There has been some talk about the appropriate use of floating elements through CSS on several sites online. I have been working on several sites recently in which I have successfully integrated them (floats) cleanly and on the way discovered several bug in the model. I have documented some of the display issues here as well as provided several pages with demonstration code.
For starters I observed that floated elements can appear on either side within a div regardless of it’s position within the code (with limitations: see below). This has long been a source of irritation for me when laying out designs with absolute or relative positioning.
The reason for this is a less than obvious, let me explain. If a section of the content that is not relative to the page’s purpose. Say for example a sidebar full of links. Needs to be on the left side of the page, then that would have to come first in the markup or it would not align correctly when the page was displayed. This was a very odd quirk in CSS. To explain this a little deeper.. It is important to get the content as close to the top of the page as possible because while search engines do scan the entire page they do seem to hold the top of the page with a little more importance than the rest of the page. This is one of the holistically important issues to consider when designing a web site. Additionally, when viewing (listening) to a page with a screen reader the viewer would need to get past all of the links before they can get to the meat of the page.
Here are several pages that I used to test the CSS floats. I used 3 columns because of the complexity of it, and the ability that testing the effect that the 3rd column would have on the floats. The basic theory of this can be applied to 2 column layouts with floats by making a few assumptions based on the outcomes of the given examples.
The limitation seems to be the “float_right-left-left” page. For some reason the CSS engines don’t seem to like this. It works fine for 2 column layouts (based on experience) but not for the 3 columns that I tested here. This is seemingly understandable and can be worked around by using an absolute attribute as shown in this example. This is not the best solution for this problem because everyone’s favorite browser does a mockery of this fix. Providing alternative fixes to this display issue would extend the scope of this article indefinitely.
One additional caveat that I did find was some hidden math. I documented this in the CSS, but I want to add a little explanation here also.
math explained:
700
-232
-232
= 236
Also the “sub_col_2” cannot be >230px without causing display errors. this is because of the 2px for the container element.
The moral of this story is that floats can be used to a certain extent for positioning without any major display errors. However, there are other problems that are caused by using every method available to us. As I always maintain my continuing recommendation is use the best tool for the job. The beauty of separating CSS from XHTML structural markup is that it is amazingly easy to change the display consistently across all pages without touching the structural markup.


From the entries, return every line where the string "each" shows up.

# Given entries:

*** Block opens ***

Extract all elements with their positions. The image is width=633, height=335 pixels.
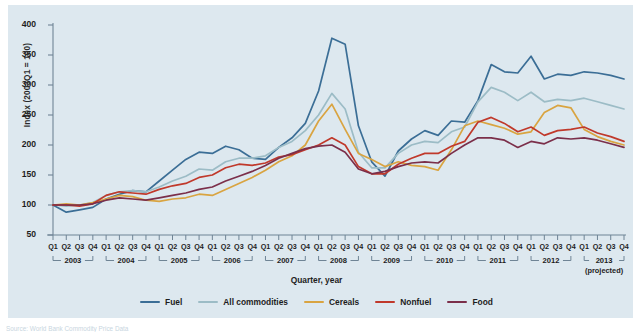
legend-label: Cereals [329, 297, 359, 307]
legend-swatch-icon [304, 301, 324, 303]
x-axis-year-2006: 2006 [212, 256, 252, 265]
commodity-price-index-chart: 50100150200250300350400 Index (2003Q1 = … [0, 0, 633, 335]
x-axis-year-2013: 2013 [584, 256, 624, 265]
legend-item-food[interactable]: Food [447, 297, 492, 307]
x-axis-year-2008: 2008 [319, 256, 359, 265]
legend-label: All commodities [223, 297, 288, 307]
x-axis-year-2011: 2011 [478, 256, 518, 265]
legend-swatch-icon [375, 301, 395, 303]
legend-item-all-commodities[interactable]: All commodities [198, 297, 288, 307]
legend-item-cereals[interactable]: Cereals [304, 297, 359, 307]
legend-label: Nonfuel [400, 297, 431, 307]
legend-label: Food [472, 297, 492, 307]
x-axis-year-2005: 2005 [159, 256, 199, 265]
chart-legend: FuelAll commoditiesCerealsNonfuelFood [0, 297, 633, 307]
x-axis-year-2007: 2007 [265, 256, 305, 265]
x-axis-year-2012: 2012 [531, 256, 571, 265]
legend-item-nonfuel[interactable]: Nonfuel [375, 297, 431, 307]
x-axis-year-note-2013: (projected) [574, 266, 633, 275]
x-tick-label-2013Q4: Q4 [614, 242, 633, 251]
legend-swatch-icon [198, 301, 218, 303]
legend-swatch-icon [140, 301, 160, 303]
x-axis-year-2004: 2004 [106, 256, 146, 265]
x-axis-title: Quarter, year [0, 275, 633, 285]
x-axis-year-2003: 2003 [53, 256, 93, 265]
legend-item-fuel[interactable]: Fuel [140, 297, 182, 307]
legend-label: Fuel [165, 297, 182, 307]
x-axis-year-2009: 2009 [372, 256, 412, 265]
legend-swatch-icon [447, 301, 467, 303]
x-axis-year-2010: 2010 [425, 256, 465, 265]
source-note: Source: World Bank Commodity Price Data [6, 325, 406, 332]
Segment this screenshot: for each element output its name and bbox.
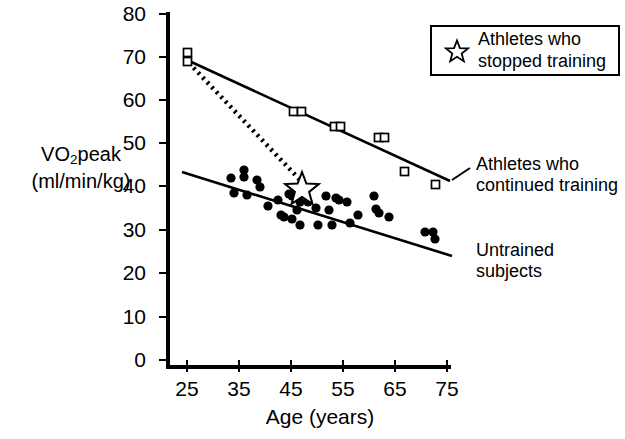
y-tick-10: 10 [100,306,146,327]
data-point-circle [353,210,362,219]
y-axis-title: VO2peak (ml/min/kg) [6,142,156,194]
data-point-circle [292,205,301,214]
data-point-square [184,58,192,66]
x-tick-65: 65 [375,378,415,399]
data-point-circle [430,234,439,243]
x-tick-45: 45 [271,378,311,399]
continued-training-leader-line [452,168,470,180]
data-point-circle [226,173,235,182]
data-point-circle [327,220,336,229]
x-axis-title: Age (years) [190,405,450,429]
data-point-square [432,181,440,189]
data-point-circle [384,212,393,221]
data-point-circle [229,188,238,197]
data-point-circle [342,197,351,206]
data-point-square [401,168,409,176]
legend-label: Athletes who stopped training [474,29,606,71]
data-point-circle [295,220,304,229]
data-point-circle [334,195,343,204]
star-outline-icon [440,38,474,64]
data-point-circle [369,191,378,200]
data-point-circle [324,205,333,214]
continued-training-trend-line [187,60,450,181]
x-tick-25: 25 [167,378,207,399]
y-tick-20: 20 [100,262,146,283]
data-point-circle [255,182,264,191]
data-point-square [337,123,345,131]
data-point-circle [239,172,248,181]
annotation-untrained-subjects: Untrained subjects [476,240,554,282]
data-point-circle [374,208,383,217]
data-point-circle [242,190,251,199]
y-axis-title-line2: (ml/min/kg) [32,170,131,192]
data-point-circle [313,220,322,229]
data-point-square [290,108,298,116]
data-point-circle [287,214,296,223]
x-tick-55: 55 [323,378,363,399]
data-point-circle [263,201,272,210]
y-tick-60: 60 [100,89,146,110]
y-tick-30: 30 [100,219,146,240]
data-point-square [298,108,306,116]
data-point-circle [279,212,288,221]
y-tick-70: 70 [100,46,146,67]
x-tick-35: 35 [219,378,259,399]
x-tick-75: 75 [427,378,467,399]
data-point-square [184,49,192,57]
data-point-circle [345,218,354,227]
chart-figure: 80 70 60 50 40 30 20 10 0 25 35 45 55 65… [0,0,625,439]
data-point-circle [273,195,282,204]
data-point-square [381,134,389,142]
stopped-training-dotted-line [189,63,302,182]
y-tick-80: 80 [100,3,146,24]
annotation-continued-training: Athletes who continued training [476,154,618,196]
y-axis-title-line1: VO2peak [41,143,121,165]
legend: Athletes who stopped training [430,25,620,76]
data-point-circle [321,191,330,200]
untrained-markers [226,165,439,243]
y-tick-0: 0 [100,349,146,370]
data-point-circle [420,227,429,236]
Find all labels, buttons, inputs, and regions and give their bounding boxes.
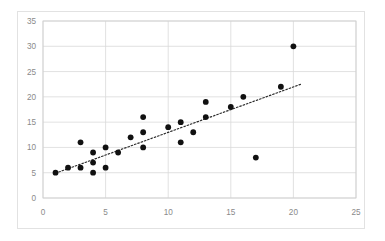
chart-canvas: 0510152025 05101520253035 [18,12,366,230]
data-point [103,145,109,151]
y-tick-label: 20 [27,93,37,102]
data-point [240,94,246,100]
data-point [140,145,146,151]
data-points [53,43,297,175]
data-point [90,160,96,166]
gridlines [43,21,356,198]
x-tick-label: 5 [103,208,108,217]
y-tick-label: 25 [27,68,37,77]
x-tick-label: 20 [289,208,299,217]
x-tick-label: 25 [351,208,361,217]
data-point [165,124,171,130]
y-tick-label: 35 [27,17,37,26]
y-tick-label: 10 [27,143,37,152]
axis-lines [43,21,356,198]
data-point [140,129,146,135]
data-point [278,84,284,90]
data-point [203,99,209,105]
data-point [115,150,121,156]
y-tick-label: 5 [31,169,36,178]
y-tick-label: 0 [31,194,36,203]
data-point [65,165,71,171]
x-tick-label: 0 [41,208,46,217]
y-tick-label: 15 [27,118,37,127]
data-point [291,43,297,49]
x-tick-label: 15 [226,208,236,217]
data-point [228,104,234,110]
x-axis-tick-labels: 0510152025 [41,208,361,217]
data-point [178,139,184,145]
data-point [90,150,96,156]
x-tick-label: 10 [164,208,174,217]
data-point [178,119,184,125]
data-point [128,134,134,140]
data-point [78,139,84,145]
data-point [53,170,59,176]
chart-frame: 0510152025 05101520253035 [17,11,365,229]
data-point [253,155,259,161]
data-point [78,165,84,171]
data-point [103,165,109,171]
data-point [90,170,96,176]
scatter-plot: 0510152025 05101520253035 [18,12,366,230]
y-tick-label: 30 [27,42,37,51]
data-point [140,114,146,120]
y-axis-tick-labels: 05101520253035 [27,17,37,203]
data-point [203,114,209,120]
data-point [190,129,196,135]
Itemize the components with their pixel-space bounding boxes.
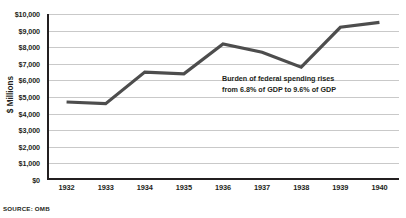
y-tick-label: $9,000 [19,26,40,35]
y-tick-label: $6,000 [19,76,40,85]
chart-page: $ Millions $10,000$9,000$8,000$7,000$6,0… [0,0,406,218]
y-tick-label: $0 [32,176,40,185]
y-tick-label: $1,000 [19,159,40,168]
y-tick-label: $10,000 [15,10,40,19]
x-tick-label: 1938 [293,183,309,192]
source-note: SOURCE: OMB [3,205,50,212]
x-tick-label: 1934 [137,183,153,192]
chart-annotation: Burden of federal spending rises from 6.… [222,73,390,95]
x-tick-label: 1935 [176,183,192,192]
y-tick-label: $7,000 [19,59,40,68]
x-tick-label: 1932 [59,183,75,192]
x-tick-label: 1936 [215,183,231,192]
y-tick-label: $3,000 [19,126,40,135]
x-tick-label: 1933 [98,183,114,192]
y-tick-label: $5,000 [19,93,40,102]
y-axis-line [47,14,49,180]
plot-area [47,14,399,180]
y-axis-tick-labels: $10,000$9,000$8,000$7,000$6,000$5,000$4,… [0,14,45,180]
series-line-federal-spending [47,14,399,180]
annotation-line-1: Burden of federal spending rises [222,73,390,84]
x-axis-line [47,178,399,180]
x-tick-label: 1937 [254,183,270,192]
annotation-line-2: from 6.8% of GDP to 9.6% of GDP [222,84,390,95]
x-tick-label: 1939 [332,183,348,192]
x-axis-tick-labels: 193219331934193519361937193819391940 [47,183,399,197]
y-tick-label: $4,000 [19,109,40,118]
y-tick-label: $2,000 [19,142,40,151]
x-tick-label: 1940 [371,183,387,192]
y-tick-label: $8,000 [19,43,40,52]
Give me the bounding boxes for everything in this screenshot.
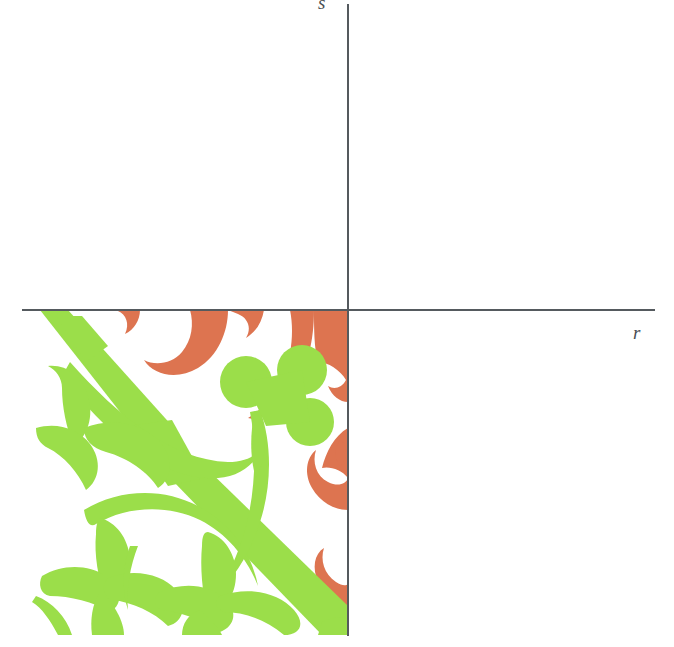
pattern-region <box>22 310 348 635</box>
orange-scallop-top-large <box>140 310 228 375</box>
s-axis-label: s <box>318 0 325 14</box>
clover-flower <box>220 345 334 478</box>
orange-scallop-topleft <box>92 310 140 334</box>
r-axis-label: r <box>633 322 640 344</box>
green-curl-bottomleft <box>32 596 72 635</box>
r-axis-line <box>22 309 655 311</box>
orange-hook-topmid <box>228 310 264 338</box>
s-axis-line <box>347 4 349 636</box>
floral-pattern-svg <box>22 310 348 635</box>
figure-canvas: s r <box>0 0 674 647</box>
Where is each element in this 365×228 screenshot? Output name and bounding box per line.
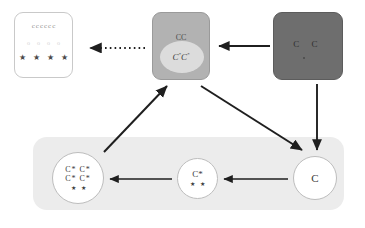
circle-left-line2: C* C* [65, 174, 91, 183]
c-glyph: c [40, 23, 43, 30]
gray-panel-ellipse-label: C*C* [153, 52, 209, 62]
circle-mid: C* ★ ★ [177, 158, 218, 199]
star-icon: ★ [19, 54, 26, 62]
dark-panel: C C [273, 12, 343, 80]
star-icon: ★ [61, 54, 68, 62]
circle-mid-line1: C* [192, 170, 203, 179]
circle-left-line1: C* C* [65, 165, 91, 174]
ellipse-sup2: * [187, 52, 190, 57]
star-icon: ★ [71, 185, 76, 191]
diagram-canvas: c c c c c c o o o o ★ ★ ★ ★ CC C*C* C C … [0, 0, 365, 228]
white-panel-c-row: c c c c c c [15, 23, 72, 30]
white-panel: c c c c c c o o o o ★ ★ ★ ★ [14, 12, 73, 78]
c-glyph: c [36, 23, 39, 30]
c-glyph: c [44, 23, 47, 30]
star-icon: ★ [81, 185, 86, 191]
star-icon: ★ [200, 181, 205, 187]
circle-left: C* C* C* C* ★ ★ [52, 152, 104, 204]
gray-panel: CC C*C* [152, 12, 210, 80]
faint-glyph: o [37, 40, 40, 46]
gray-panel-top-label: CC [153, 34, 209, 42]
star-icon: ★ [33, 54, 40, 62]
star-icon: ★ [47, 54, 54, 62]
circle-right: C [293, 156, 337, 200]
faint-glyph: o [57, 40, 60, 46]
circle-mid-stars: ★ ★ [190, 181, 205, 187]
faint-glyph: o [47, 40, 50, 46]
circle-right-line1: C [311, 173, 318, 184]
c-glyph: c [52, 23, 55, 30]
dark-panel-label: C C [274, 40, 342, 49]
white-panel-star-row: ★ ★ ★ ★ [15, 54, 72, 62]
white-panel-faint-row: o o o o [15, 40, 72, 46]
circle-left-stars: ★ ★ [71, 185, 86, 191]
c-glyph: c [32, 23, 35, 30]
dark-panel-dot [303, 57, 305, 59]
faint-glyph: o [27, 40, 30, 46]
c-glyph: c [48, 23, 51, 30]
star-icon: ★ [190, 181, 195, 187]
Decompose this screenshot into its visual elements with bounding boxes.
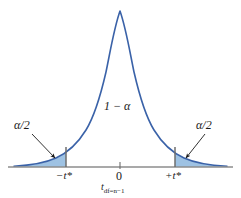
alpha-over-two-right-label: α/2 <box>196 119 212 131</box>
x-axis-title: tdf=n−1 <box>101 182 125 195</box>
tick-label-zero: 0 <box>116 170 122 182</box>
tick-label-positive-t-star: +t* <box>165 170 181 181</box>
x-axis-title-subscript: df=n−1 <box>104 187 125 195</box>
confidence-level-label: 1 − α <box>104 100 130 112</box>
tick-label-negative-t-star: −t* <box>56 170 72 181</box>
alpha-over-two-left-label: α/2 <box>14 119 30 131</box>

*** Block closes ***

# Solution to this task:
Segment this screenshot: for each element output its name and bbox.
Where is each element in this 365×228 screenshot? Output name and bounding box per line.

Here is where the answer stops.